For Jason Sloan, Mandolins Are His Next Frontier
Taking his passion from performing to crafting

Jason Sloan is a musical jack-of-all-trades and a master to come.
He leans toward bluegrass, often playing mandolin for the Panhandle bluegrass band, Copper Line, but nobody who knows him is surprised to catch him at Hammerheads in Sandestin, backing up jazz guitarist Clinton Hall.
Sloan grew up in Thomasville, Georgia, listening to rock and roll and taking up the guitar in his teens — pretty standard stuff.
Other than his father playing harmonica, he doesn’t recall his family being all that musical.
In his 20s, Sloan “twigged” to bluegrass. Maybe it was a natural modesty that led him there, because however much hell other country artists might raise, for blue-grassers, anything beyond a poker face and a quick wink or taciturn smile in performance might look like showboating.
On stage, with Copper Line, Sloan’s surely no mic-hound. He leans forward only on the refrains to kick in on the “high and lonesome.”
But on the musical bridge, he steps up, cradling his mandolin cross-chest like a baby, and plays it like he’s driven.
Sloan’s affection for the mandolin is not a “showy” kind of love, but it’s one that sets his “baby” tripping like a high-speed tap dancer on the treble clef.
What makes Sloan a musician’s musician isn’t just his “chops” on the mandolin. It’s as much his carving and finishing of wood.
He had played the guitar seriously before coming, by chance, upon a neglected mandolin in a closet at a friend’s home.
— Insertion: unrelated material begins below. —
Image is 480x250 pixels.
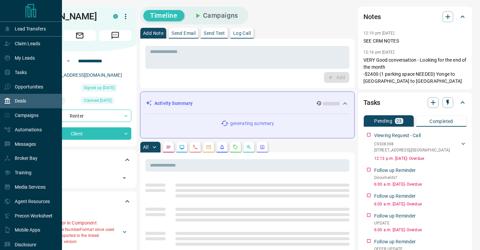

Curious, Sloan asked to put new strings on it and try it out.
“So (the mandolin) kind of found me,” he said. The inspirational mandolin still holds a place of honor in his house.
Mandolins are in the lute family. Historians say the bowl-bellied, classic-style mandolin, sometimes called “tater-bugs,” evolved from instruments built with turtle shells.
Gradually, after his discovery in the closet, Sloan began ruminating on the idea of mandolin construction, frequenting the workshops of mandolin luthiers.
By and by, he commissioned luthier James “Winky” Hicks to build him one for which Sloan himself selected the materials: trim, hardware and such.
As a carpenter and Walton County building contractor, Sloan already had sawdust in his beard. So, finally, he took that one big step for luthier-kind, ordering maple, rosewood and spruce.
He tooled up, cut and bent the Carpathian spruce top, “tap-tuning” it with an oscilloscope before gluing. Finally came mother-of pearl embellishments and a meticulous French finish.
Sloan subjects his completed mandolins to 100 hundred hours on a “string-vibrator” device to integrate the instrument’s parts acoustically.
His first mandolin, the “F” model which he still uses in performance, took him two years to complete.
Since then, his production time has shortened substantially, and Sloan mandolins have found homes and kudos with a growing number of regional bands from Georgia to Idaho.
Today, after 10 years of crafting mandolins from home-garage workshops, Sloan has found an ideal location outside of DeFuniak Springs on Bob Sikes Road and started construction on a 600-square-foot, climate-controlled workshop.
Even after a decade, Sloan, always modest, thinks of himself as a “journeyman” luthier and is honored to have been offered an apprenticeship with the widely regarded master luthier Ronnie Griffin.
It’s a commitment that will take Sloan to Woodbine, Georgia, once a month, and though one suspects Sloan is tickled pink at the prospect, it would probably be bad form to ask.